One of the union leaders made a very good analogy on the TV this morning. Why is the benefits fraud department spending vast amounts of money assigning 'agents' to watch the houses of people who may or may not be perpetrating some kind of benefits fraud, when the tax office could be looking at ways of stopping the top 2% of the richest people in the country from housing their money in Cayman Island bank accounts and avoiding paying any tax whatsoever? Just one of these rich Tory benefactors, the ones who have as say in the running of the country, but don't contribute anything to it, would accrue more money than a thousand fraud inspectors tracking a thousand benefit fraudsters. I'd never advocate benefits fraud, but surely people like Lord Ashcroft are far worse?
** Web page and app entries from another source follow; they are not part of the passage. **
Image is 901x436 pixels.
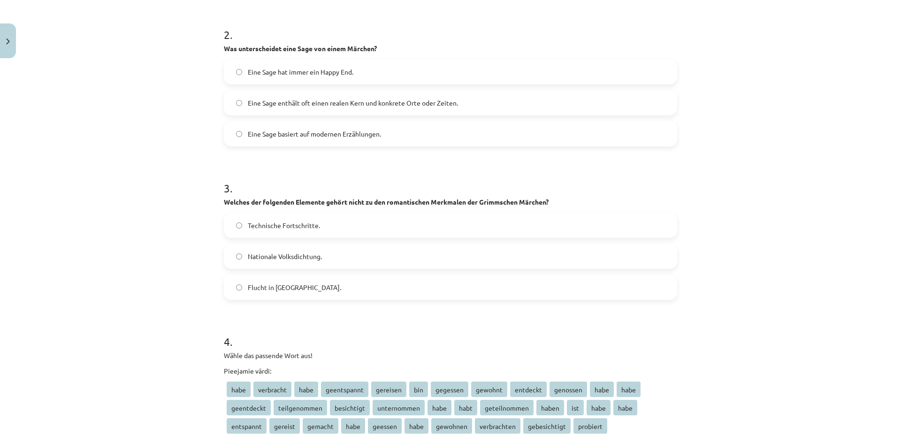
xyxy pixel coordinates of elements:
[371,382,407,397] span: gereisen
[248,67,353,77] span: Eine Sage hat immer ein Happy End.
[480,400,534,415] span: geteilnommen
[341,418,365,434] span: habe
[224,319,677,348] h1: 4 .
[537,400,564,415] span: haben
[567,400,584,415] span: ist
[274,400,327,415] span: teilgenommen
[248,98,458,108] span: Eine Sage enthält oft einen realen Kern und konkrete Orte oder Zeiten.
[236,131,242,137] input: Eine Sage basiert auf modernen Erzählungen.
[454,400,477,415] span: habt
[227,418,267,434] span: entspannt
[431,382,468,397] span: gegessen
[321,382,368,397] span: geentspannt
[236,69,242,75] input: Eine Sage hat immer ein Happy End.
[6,38,10,45] img: icon-close-lesson-0947bae3869378f0d4975bcd49f059093ad1ed9edebbc8119c70593378902aed.svg
[587,400,611,415] span: habe
[475,418,521,434] span: verbrachten
[227,400,271,415] span: geentdeckt
[428,400,452,415] span: habe
[330,400,370,415] span: besichtigt
[510,382,547,397] span: entdeckt
[590,382,614,397] span: habe
[248,252,322,261] span: Nationale Volksdichtung.
[614,400,637,415] span: habe
[224,198,549,206] strong: Welches der folgenden Elemente gehört nicht zu den romantischen Merkmalen der Grimmschen Märchen?
[574,418,607,434] span: probiert
[303,418,338,434] span: gemacht
[471,382,507,397] span: gewohnt
[248,221,320,230] span: Technische Fortschritte.
[236,253,242,260] input: Nationale Volksdichtung.
[236,223,242,229] input: Technische Fortschritte.
[550,382,587,397] span: genossen
[236,100,242,106] input: Eine Sage enthält oft einen realen Kern und konkrete Orte oder Zeiten.
[224,366,677,376] p: Pieejamie vārdi:
[409,382,428,397] span: bin
[368,418,402,434] span: geessen
[224,165,677,194] h1: 3 .
[269,418,300,434] span: gereist
[248,283,341,292] span: Flucht in [GEOGRAPHIC_DATA].
[224,44,377,53] strong: Was unterscheidet eine Sage von einem Märchen?
[373,400,425,415] span: unternommen
[248,129,381,139] span: Eine Sage basiert auf modernen Erzählungen.
[227,382,251,397] span: habe
[224,12,677,41] h1: 2 .
[405,418,429,434] span: habe
[523,418,571,434] span: gebesichtigt
[224,351,677,361] p: Wähle das passende Wort aus!
[253,382,292,397] span: verbracht
[617,382,641,397] span: habe
[294,382,318,397] span: habe
[431,418,472,434] span: gewohnen
[236,284,242,291] input: Flucht in [GEOGRAPHIC_DATA].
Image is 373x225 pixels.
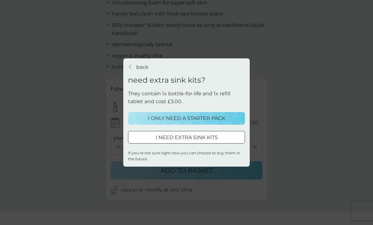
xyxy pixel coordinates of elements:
p: If you’re not sure right now you can choose to buy them in the future. [128,150,245,162]
p: back [136,63,148,71]
button: I NEED EXTRA SINK KITS [128,131,245,144]
button: I ONLY NEED A STARTER PACK [128,112,245,125]
h2: need extra sink kits? [128,76,205,85]
p: I ONLY NEED A STARTER PACK [148,114,225,123]
p: I NEED EXTRA SINK KITS [155,134,218,142]
p: They contain 1x bottle-for-life and 1x refill tablet and cost £3.00. [128,90,245,106]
What amazes me more than anything else are the Liberals. I cannot believe a centre left party would have sold itself down the river for a hint of power. If I was a prophet regarding the looming of civil unrest, let me don my wizard's hat and cape again and look into the crystal ball again...

In the summer of 2011, with public transport at a halt thanks to strikes; nurses threatening to go on strike as hospital waiting lists increase, the police federation challenging the 'no strike' clause in their contracts, with firemen reduced to putting out fires only, with a reduced staff in front line positions constantly under threat and in need of justifying their existence, a number of Liberal MPs will walk to the other side of the house. There will be a massive upsurge in internal dissension amongst the Liberals ranks and the coalition will fall apart. The Tories will attempt to run the country via a minority government, but by the end of the summer another general election will be called and while this one will also have no overall winner, it will be Labour with the balance of power. The Liberals will be reduced to a handful of seats in the south west and Scotland. The divides inside the Tory party will become all too clear, once they realise they may never hold majority power again and they tear themselves apart. Labour will raise taxes on the rich, find the cuts in other ways; the right wing papers will forecast that all of our rich and clever people will leave for other countries, but few will, because everywhere else is just as bad!

I don't know if its my age or if it really is this sense of doom pervading my life and those around me; but I've never known people to have such a gloomy outlook. There's this resignation amongst a lot of people that there's nothing we can do and even if there was we wouldn't stop it. I try to be positive about the future; but look at the jobs section of your local paper - you'll be lucky to see more than half a dozen pages of jobs and all of them are on or about the minimum wage. Look at the number of empty shops and half built sites that are sitting dormant, because no one has any faith in them succeeding and no one has any money to spend in them. If your kid is in a shiny brand new school, then praise the Lord, because the ones who are still sitting in drafts and watching the rain come in through holes in the ceilings are going to stay that way. But, there is a bright side, someone will make a mint out of our forthcoming misery, someone always does.

At the end of October, the country is steeling itself for measures that most believe will affect us all. Because many councils and organisations are already shedding jobs in anticipation of this, by November I expect the largest unions will have mobilised with the intention of disrupting as much of Christmas as is possible. It will be horrible for people; no post, no trains, no buses, maybe no refuse collection, high prices and this time, there won't be that many dissenting voices, because everyone earning under £50k a year is going to feel it and that means most of us are going to feel it.